When I work, I get all sorts of offers, some strange, most predictable—every dancer does—but this was the most unusual by far. I have a pretty weak stomach, but when given the chance, I always want to see fetal Siamese twins pickled in a jar, or a TV show with the world's largest tumor, even if I end up queasy and sorry I ever looked. So, naturally, I'd love to see the inside of a human foot. I'm tempted, I really am. But I'm also engaged. And I think, given the context, foot surgery would be cheating. I have to pass.

A couple sits at a table along the back wall, and when I get offstage the man motions me over by waving a twenty and slurs, "It's for her." When I see the notepad on the table, I realize his speech is a little off because he's deaf, and so is his girlfriend. This isn't so much a charity case as a recruitment opportunity, so I climb down off my prissy horse and pull out all the stops. It takes real nerve for a woman to come to a strip club and it's a form of female misbehavior I think should be richly rewarded. So I work it—belly to belly, breast to breast. I nuzzle her neck, inhaling her scent. It's so rare to get any kind of approval from women not involved in this line of work, I want to draw her excitement deep into my lungs, as if to keep it with me always.

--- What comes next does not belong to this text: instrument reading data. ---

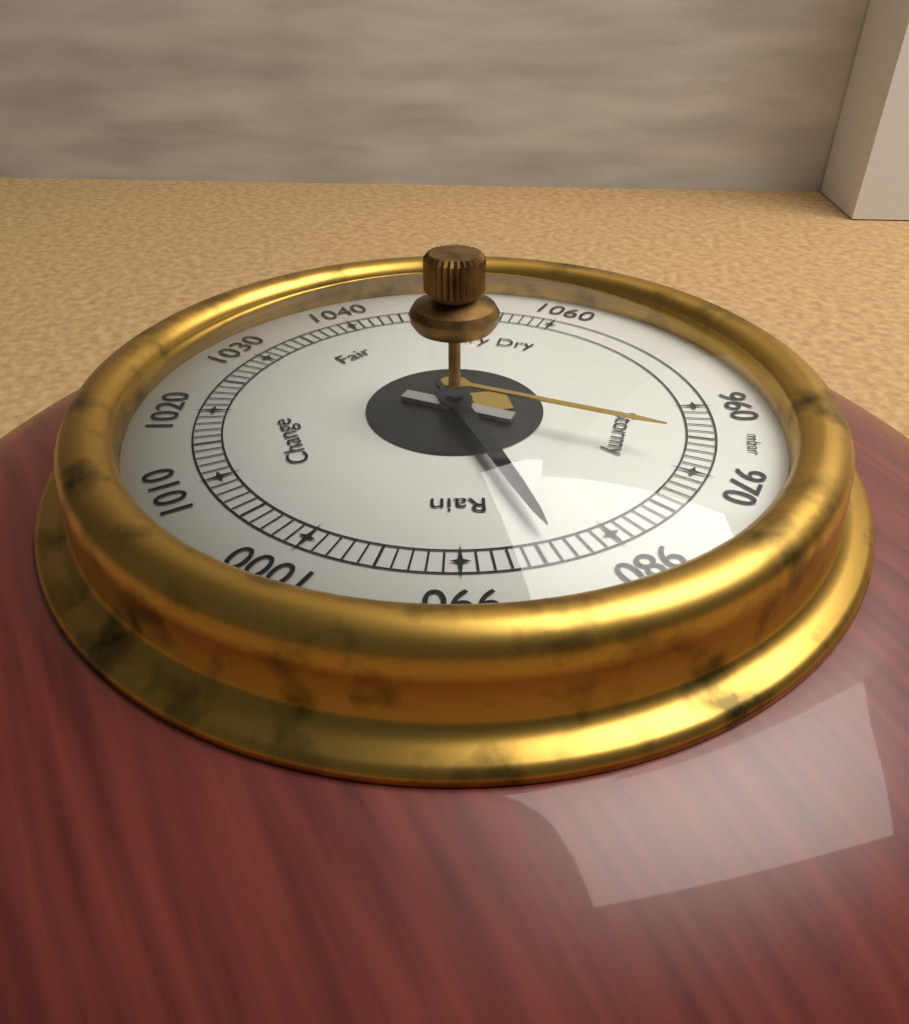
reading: 984 mbar
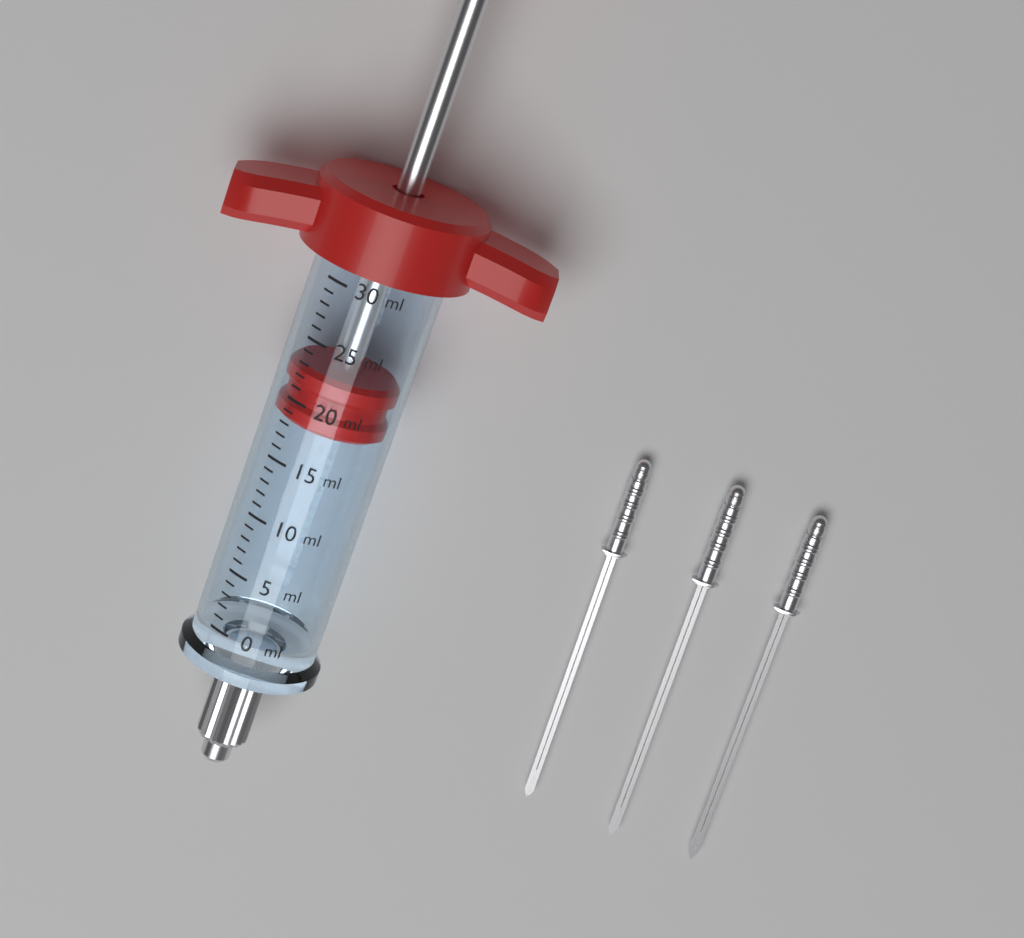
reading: 18 ml
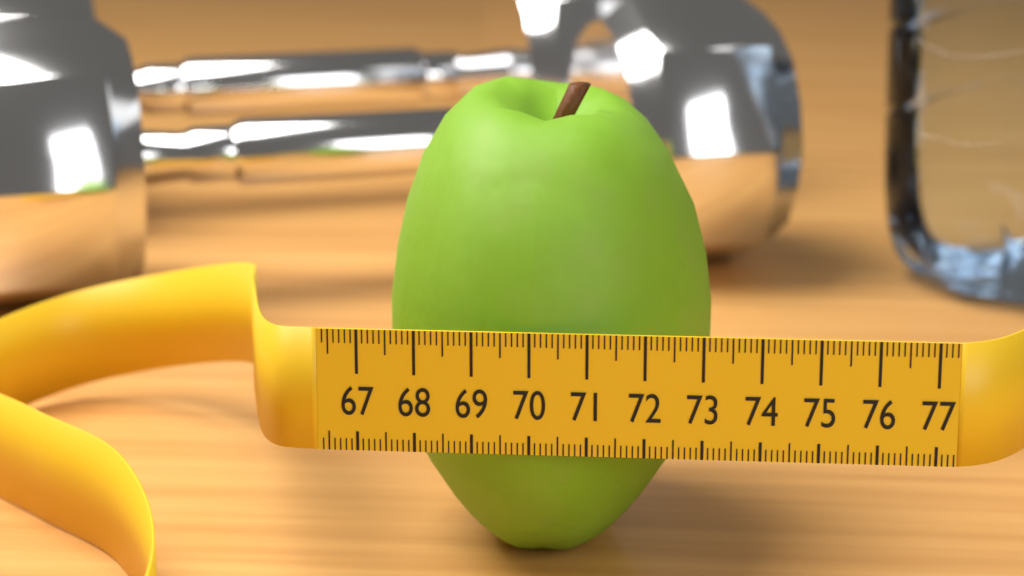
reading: 73.1 (no unit)
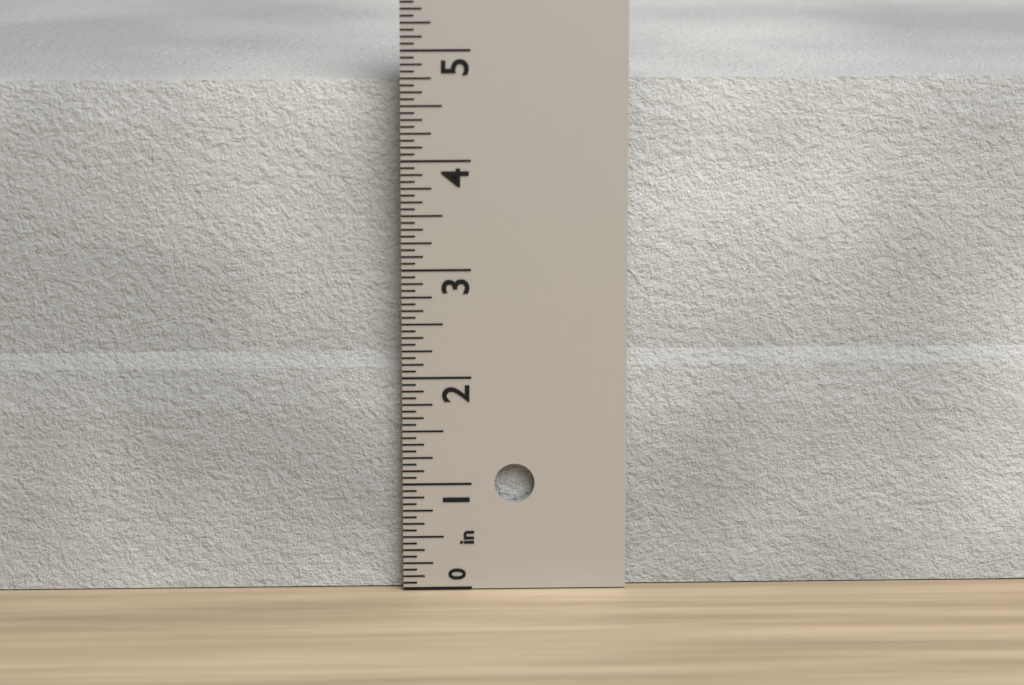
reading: 4.6875 in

If I rubbed up against this woman any harder, I'd end up standing behind her, and she really seems to enjoy it. Here's to claiming new territory, sweetie. Sisterhood is powerful.

I have such a fine time at Baby Dolls that as I drive back to my hotel room at 2 a.m., I am high on the whole business. There's worse ways to earn your keep. You can make your own hours, the money is plentiful, and on a night like tonight, it's a great party and a fat ego-buzz.

But morning is the great equalizer—a good night usually begets a crispy day after. When I wake up, I'm so bone-wrackingly sore I can barely stand upright, and after eight hours of chronic politeness and idle chatter, I am unable to form a coherent thought. My mind feels trashed—like a broken tape, snapped and flapping stupidly on its reel. I stand in front of the mirror, scraping the raccooned mascara from under my eyes, just letting my thoughts settle where they may. The drive to El Paso. Check-out time at noon. Finding a big omelette for breakfast. And money. Last night's money.